"He found the wolverine head downward in his choicest cellar."
The danger of the wolves was more terrible and more daunting. All through the first half of the winter there had been no sign of a wolf in the neighborhood, the trail of the wandering caribou having lured them far to the eastward. Then it chanced, when Blue Fox was chasing a hare over the snow, beneath the green, rose, and violet dancing flames of the aurora, that a thin, quavering howl came to his ears. He stopped short. He lost all interest in the hare. Glancing over his shoulder, he saw a grayish patch moving swiftly under the shifting radiance. It was on his trail, that patch of death. He lengthened himself out, belly to earth, and sped for the burrows. And the dancing lights, shifting from color to color as they clustered and hurtled across the arch of sky, seemed to stoop in cold laughter over his lonely and desperate flight.
Blue Fox could run fast, but his best speed was slow in comparison with that of his gaunt and long-limbed foes. He knew that, had the race before him been a long one, it could have but one result. A glance over his shoulder, as he ran, showed him that the gray shapes were overhauling him; and, knowing that the distance to his burrow was not long, he felt that he had a chance. A sporting chance, however small, was enough for his courageous spirit, and he raced on with good heart at a pace which soon stretched his lungs near to bursting. But he spared breath for a sharp yelp of warning, which carried far in the stillness and signaled to his fellows the peril that approached.
As the wolves came up, the fugitive could hear the strong, relentless padding of their feet, and then, half a minute later, the measured hiss of their breathing, the occasional hard click of their fangs. But he did not look back. His ears gave him all the information he required, and he could not afford to risk the loss of the slenderest fraction of a second. As he reached the nearest burrow—it was not his own—it seemed as if the dreadful sounds were already overwhelming him. He dived into the burrow, and jaws of steel clashed at his tail as he vanished.
With a chorus of snarls, the disappointed pack brought up abruptly, checking themselves back upon their haunches. The leaders fell to digging at the burrow, while others scattered off to try the same experiment at the other burrows of the colony. But Blue Fox, breathless and triumphant, only showed his teeth derisively. He knew that no wolf-claws could make any impression on the hard-frozen earth surrounding the inner portals of the colony. The wolves discovered by chance one of the supply cellars, and quarreled for a moment over the dozen or so of tit-bits which it contained. And then, realizing that it was no use hanging about in the expectation that any fox would come out to be eaten, the wise old pack-leader swung the pack into ranks and swept them off to hunt other quarry. When the thudding rhythm of their footsteps died into silence, the foxes all came out and sat under the dancing lights, and stared after the terrible receding shapes with a calm and supercilious scorn.
The White Wolf
On the night when he was born, in the smoke-smelling wigwam beside the lone Michikamaw, there had come a strange, long howling of the wind amid the cleft granite heights which overhung the water. At the sound the fainting girl on the pile of deerskins opened eyes which grew suddenly wild and dark. She listened intently for a moment, and then groped for the little form which had been laid at her breast.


## Activity
Set down each of the records below exactly as it reads. No pictures go into the copy.

═════ Information provided ═════

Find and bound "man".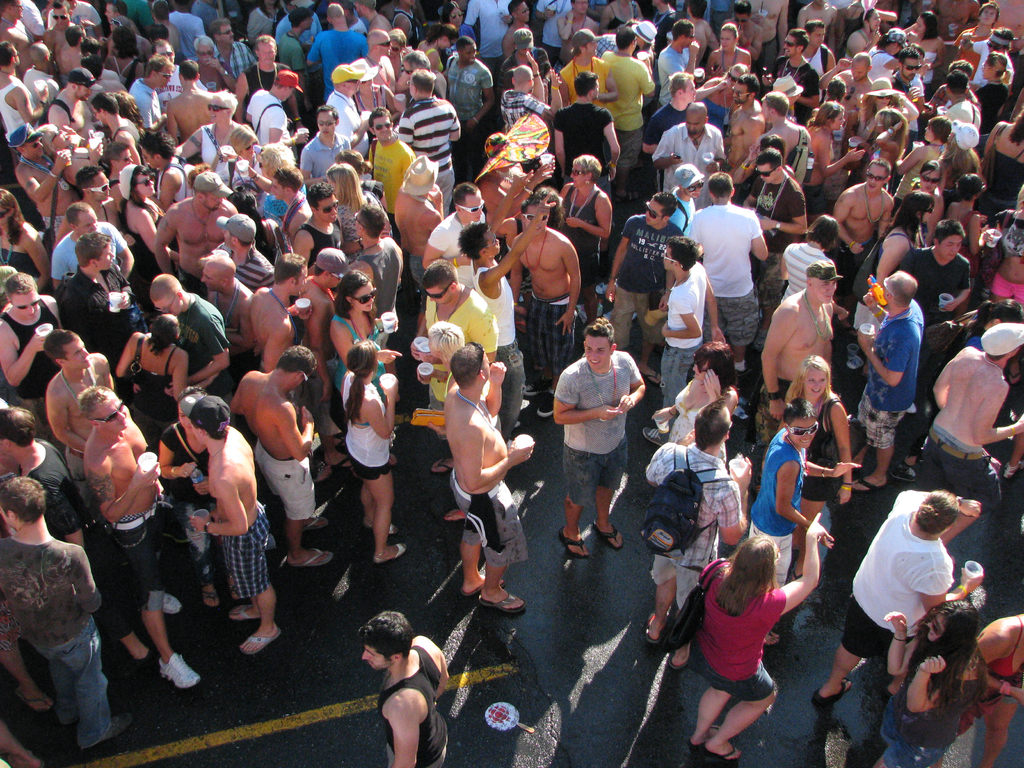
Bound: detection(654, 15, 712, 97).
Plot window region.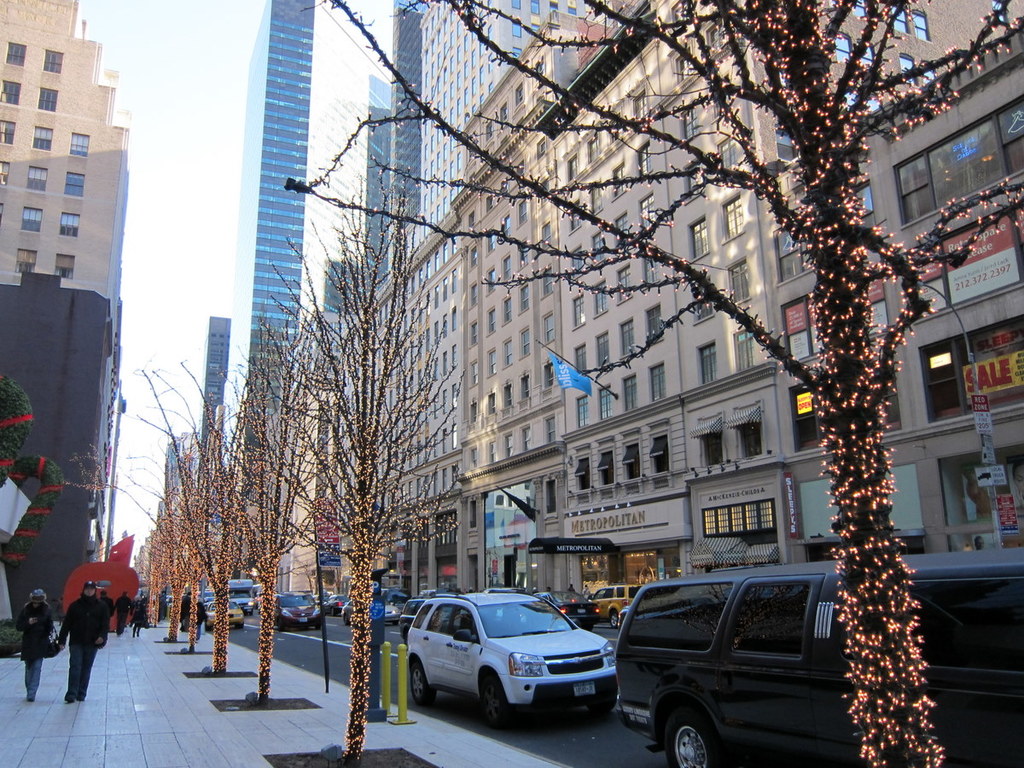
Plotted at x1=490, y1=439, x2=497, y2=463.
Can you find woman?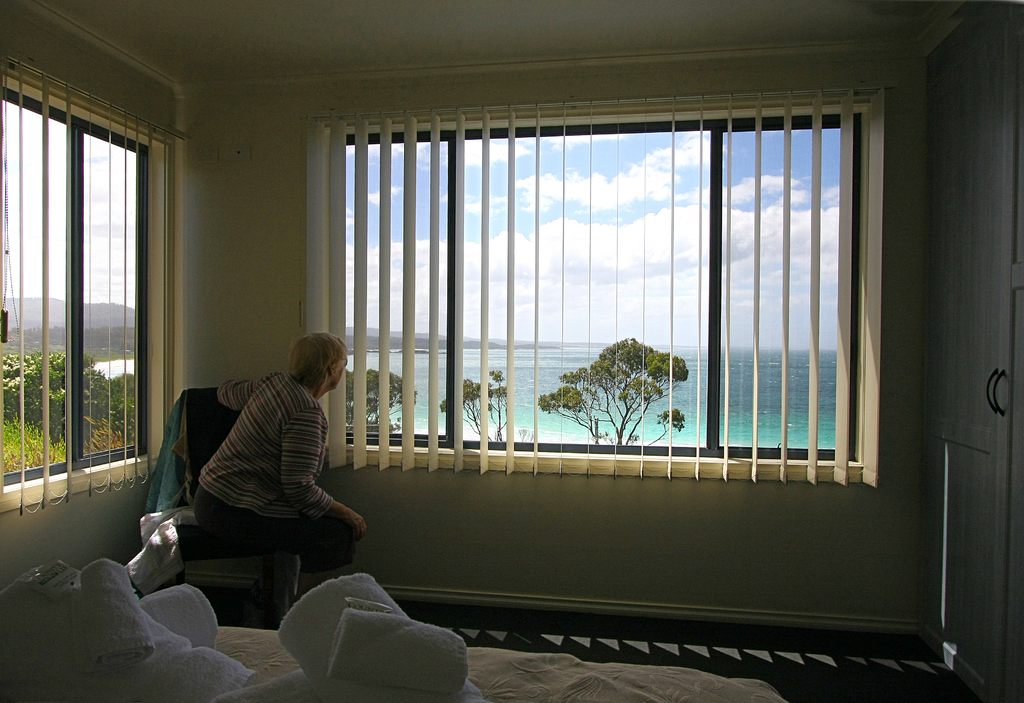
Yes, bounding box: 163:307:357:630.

═════

## Task response
Find and bound "man".
Bound: detection(654, 15, 712, 97).
Plot window region.
Plotted at x1=490, y1=439, x2=497, y2=463.
Can you find woman?
Yes, bounding box: 163:307:357:630.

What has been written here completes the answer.